Against this backdrop, a Parliamentary inquiry has been launched into the effectiveness of UK sanctions on Russia, aiming to determine whether these sanctions are truly hindering Russia’s ability to finance its military efforts in Ukraine. 

As of June 2024, 1,707 individuals and 334 entities were under UK sanctions, with about 45% coming from Russia.  But despite these numbers, a Parliamentary report has raised questions about the effectiveness of the bans, stating that “the International Monetary Fund has forecast that Russia’s economy will grow faster than most of the world’s advanced economies in 2024.”
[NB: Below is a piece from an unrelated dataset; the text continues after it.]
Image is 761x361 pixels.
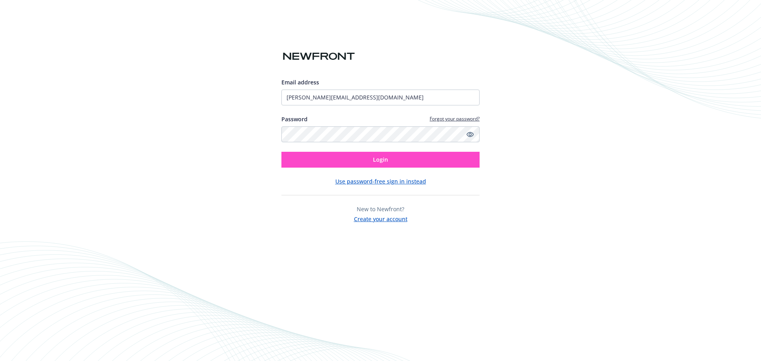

There is also the question as to whether all this post-Brexit extra legal work on UK Sanctions is, in the end, mirroring what was once done cheaper and more centrally. As British barrister Maya Lester KC explained in the above podcast, the courts in the UK “have had quite careful regard to EU judgements and EU sanctions. They regard UK sanctions as being born out of EU sanctions reflecting them.”

In defence, an FCDO spokesperson told Byline Times: “Since Putin’s invasion of Ukraine in 2022, our sanctions system has, alongside the EU and other partners, delivered the most severe package of sanctions ever imposed on a major economy.” 

But, as Dame McDonagh told Parliament: “we can have the toughest regime on paper, but if Russia and Belarus are finding ways round it in practice and costing UK businesses, we have not done the right thing.”